"The incident took place on April 16, 1996, a Tuesday." This meditative, clever novel from the author of 2011's "The Devotion of Suspect X" begins with a journal entry by Osamu Nonoguchi, a children's author who happens upon the body of his friend and fellow writer, Kunihiko Hidaka, facedown in his office.
Malice, by Keigo Higashino Translated by Alexander O. Smith.
Minotaur Books, Fiction.
A paperweight has been used to bludgeon him before his strangulation, but his office was locked. Both Nonoguchi and Hidaka's wife Rie, also present when the corpse was found, seem to have perfect alibis.
Here we are in a classic locked-room mystery, and we soon learn that there is far more to the friends' relationship than collegiality. Nonoguchi becomes a suspect in an investigation by the tireless, obsessive police detective Kyoichiro Kaga; their conversations make up a delicious game of cat and mouse, which intensifies as Kaga finds a collection of manuscripts that are not what they first seem.

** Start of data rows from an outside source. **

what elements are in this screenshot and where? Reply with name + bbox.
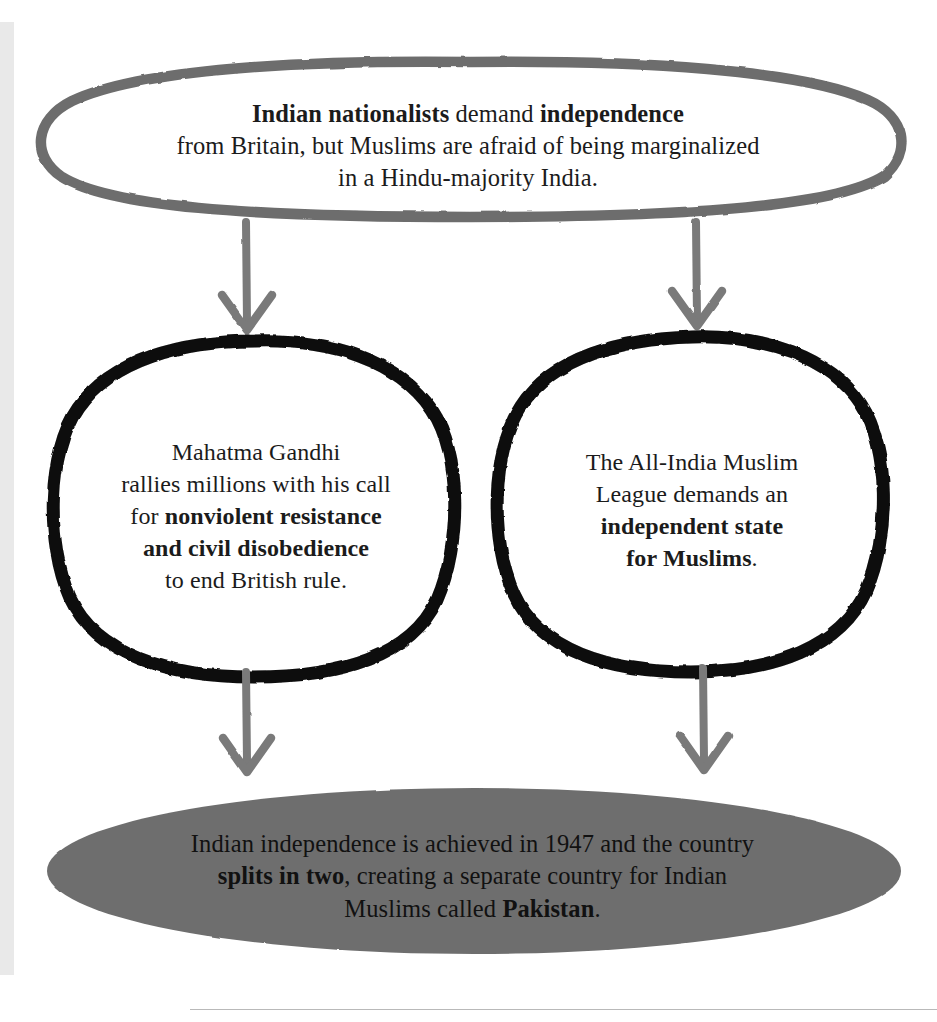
node-bottom-text: Indian independence is achieved in 1947 … (100, 828, 845, 925)
node-bottom-line-3: Muslims called Pakistan. (100, 893, 845, 925)
node-top-text: Indian nationalists demand independence … (118, 98, 818, 194)
node-bottom-line-2-plain: , creating a separate country for Indian (344, 862, 727, 889)
node-left-line-3-plain: for (130, 503, 164, 529)
node-left-line-3: for nonviolent resistance (86, 501, 426, 533)
node-left-line-1: Mahatma Gandhi (86, 437, 426, 469)
node-right-line-1: The All-India Muslim (520, 447, 864, 479)
node-left-text: Mahatma Gandhi rallies millions with his… (86, 437, 426, 597)
diagram-page: Indian nationalists demand independence … (0, 0, 937, 1022)
node-bottom-line-3-period: . (594, 895, 600, 922)
arrow-left-to-bottom (223, 672, 271, 772)
node-left-line-4: and civil disobedience (86, 533, 426, 565)
node-right-line-3-bold: independent state (601, 513, 783, 539)
node-top-line-1-bold-b: independence (540, 100, 684, 127)
node-top-line-3: in a Hindu-majority India. (118, 162, 818, 194)
node-left-line-3-bold: nonviolent resistance (165, 503, 382, 529)
node-bottom-line-1: Indian independence is achieved in 1947 … (100, 828, 845, 860)
node-right-line-2: League demands an (520, 479, 864, 511)
node-bottom-line-3-bold: Pakistan (502, 895, 594, 922)
node-left-line-4-bold: and civil disobedience (143, 535, 369, 561)
node-bottom-line-2: splits in two, creating a separate count… (100, 860, 845, 892)
node-top-line-1-plain: demand (449, 100, 540, 127)
node-right-line-3: independent state (520, 511, 864, 543)
node-right-line-4: for Muslims. (520, 543, 864, 575)
node-bottom-line-3-plain: Muslims called (344, 895, 502, 922)
arrow-top-to-right (672, 222, 722, 326)
node-right-line-4-bold: for Muslims (626, 545, 751, 571)
node-top-line-1: Indian nationalists demand independence (118, 98, 818, 130)
node-bottom-line-2-bold: splits in two (218, 862, 345, 889)
arrow-right-to-bottom (680, 668, 728, 770)
node-top-line-1-bold-a: Indian nationalists (252, 100, 449, 127)
arrow-top-to-left (222, 222, 272, 330)
node-right-line-4-period: . (752, 545, 758, 571)
node-left-line-5: to end British rule. (86, 565, 426, 597)
node-top-line-2: from Britain, but Muslims are afraid of … (118, 130, 818, 162)
node-right-text: The All-India Muslim League demands an i… (520, 447, 864, 575)
node-left-line-2: rallies millions with his call (86, 469, 426, 501)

The story, written in an unusual fashion as a series of journal notes by these two characters, centers on the themes of author rivalry and the long-term effects of childhood trauma. Higashino's specialty is building carefully wound backstories to his plots and imbuing his main characters with psychological depth, a consolation for readers who may bemoan the paltry descriptions of minor characters and locations such as Tokyo.
But the tale is breezily translated by Alexander O. Smith and makes for a grabby read as Kaga, convinced of the murderer's identity about halfway through the story, delves deeper and deeper into the killing, its outlandish motive and the source of an ineffable malice that hangs over the crime.